This book was an important contribution to the development of the genre of detective, crime, and murder mystery books. In it, we see some themes that influenced later writers, among them:
Good characterization and human description of people's motives.
Literary references to the Bible (Samson and Delilah), allusions to classic literature, including references to the sword of Damocles, Hercules, Plutarch, Rome, and Sparta.
Rivalry with the official police force (although they are not portrayed as stupid).
Tabaret comes to realize that a police official named Gevrol is more clever than he at first appears.
The perpetrator plants false clues to throw the police off the track.
A man falsely accused of a crime suffers a miscarriage of justice.
The detective (Tabaret) who has proven the case changes his mind, later decides the alleged perpetrator is innocent, and vows to bring the real criminal to justice.

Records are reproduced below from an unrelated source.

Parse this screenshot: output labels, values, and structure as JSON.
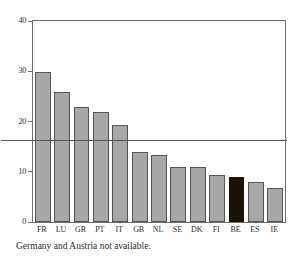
{
  "chart_data": {
    "type": "bar",
    "title": "",
    "subtitle": "",
    "xlabel": "",
    "ylabel": "",
    "categories": [
      "FR",
      "LU",
      "GR",
      "PT",
      "IT",
      "GB",
      "NL",
      "SE",
      "DK",
      "FI",
      "BE",
      "ES",
      "IE"
    ],
    "values": [
      29.8,
      25.8,
      22.8,
      21.8,
      19.3,
      14.0,
      13.3,
      11.0,
      11.0,
      9.4,
      9.0,
      7.9,
      6.7
    ],
    "highlight_category": "BE",
    "ylim": [
      0,
      40
    ],
    "yticks": [
      0,
      10,
      20,
      30,
      40
    ],
    "ytick_labels": [
      "0",
      "10",
      "20",
      "30",
      "40"
    ],
    "grid": false,
    "legend": "none",
    "reference_line": {
      "value": 16.3,
      "label": ""
    },
    "colors": {
      "bar_fill": "#a8a8a8",
      "bar_border": "#555555",
      "highlight_fill": "#1a1208",
      "axis": "#6e6e6e",
      "reference_line": "#555555",
      "text": "#2b2b2b",
      "background": "#ffffff"
    }
  },
  "caption": {
    "text": "Germany and Austria not available."
  }
}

At one point, Tabaret regrets "the abolition of torture, the refined cruelty of the middle ages, quartering, the stake, the wheel" and believes "The guillotine was too quick; the condemned man had scarcely time to feel the cold steel cutting through his muscles...." Later, however, he has a change of heart and mind: "The old amateur detective doubted the existences of crime, and believed that the evidence of one's senses proved nothing. He circulated a petition for the abolition of capital punishment, and organized a society for aiding the poor innocent accused."
"After having believed in the infallibility of justice, he now saw no errors so great as judicial ones."